The stimulus package highlights the Prisoner’s Dilemma of our current economy. Spending is good for the economy as a whole, but saving is good for the individual consumer. We have over-fished the waters of the consumer economy, and too many individual citizens have been sacrificed in the process. Rather than spend their rebates—which, ironically, the federal government must finance with borrowed money!—Warren recommends that consumers use the rebate to pay off some of their debts. BabyBelle, a commenter to Warren’s post, says she plans to deposit the rebate in her rainy day fund. Both of these ideas are on target. The rule should be (a), if you have debt, use the rebate to pay it down or (b), if you are debt free but have little savings, save the rebate. On the other hand, if you have no debt and plenty of savings, do whatever you want with your rebate. Unfortunately, not enough Americans fit in to this enviable category.

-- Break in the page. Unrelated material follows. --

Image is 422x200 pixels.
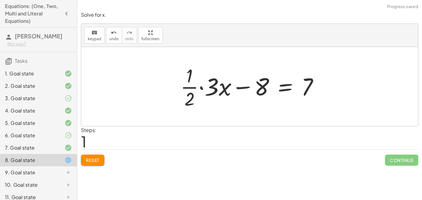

These recommendations may not help the economy as a whole, but generally “the economy” is defined as the stock market—the current value of the portfolios of wealthy investors. When the market starts to drop, the economy is said to be taking a down-turn, and the media and politicians begin to pay attention. But for far too long the personal financial portfolios of individual middle class and poor consumers have been going south without raising an eyebrow. It is time these consumers ignore the call to bail out the rich investors and concentrate on what is best for their personal economies. Save your rebate or use it to pay down debt. Don’t spend it.
Tuesday, January 22, 2008
Clinton & Singletary on the Economy
In a recent column entitled, “One Candidate and the Economy," Michelle Singletary, the personal finance columnist for the Washington Post, reports a conversation with Democratic presidential candidate Hillary Clinton. Clinton’s comments show that she is aware of the larger role of credit card and other commercial debt in the ongoing foreclosure crisis and general economic downturn. One of her most useful points is the need for financial education and improved financial literacy. Without blaming the victim, she recognizes that there is a serious problem of personal indebtedness and the need to help people get out from under.
This kind of article is not surprising from Michelle Singletary. She is one of the most level-headed personal finance advisors on the scene today. In a sea of useless financial advice, Singletary is an oasis of sound judgment.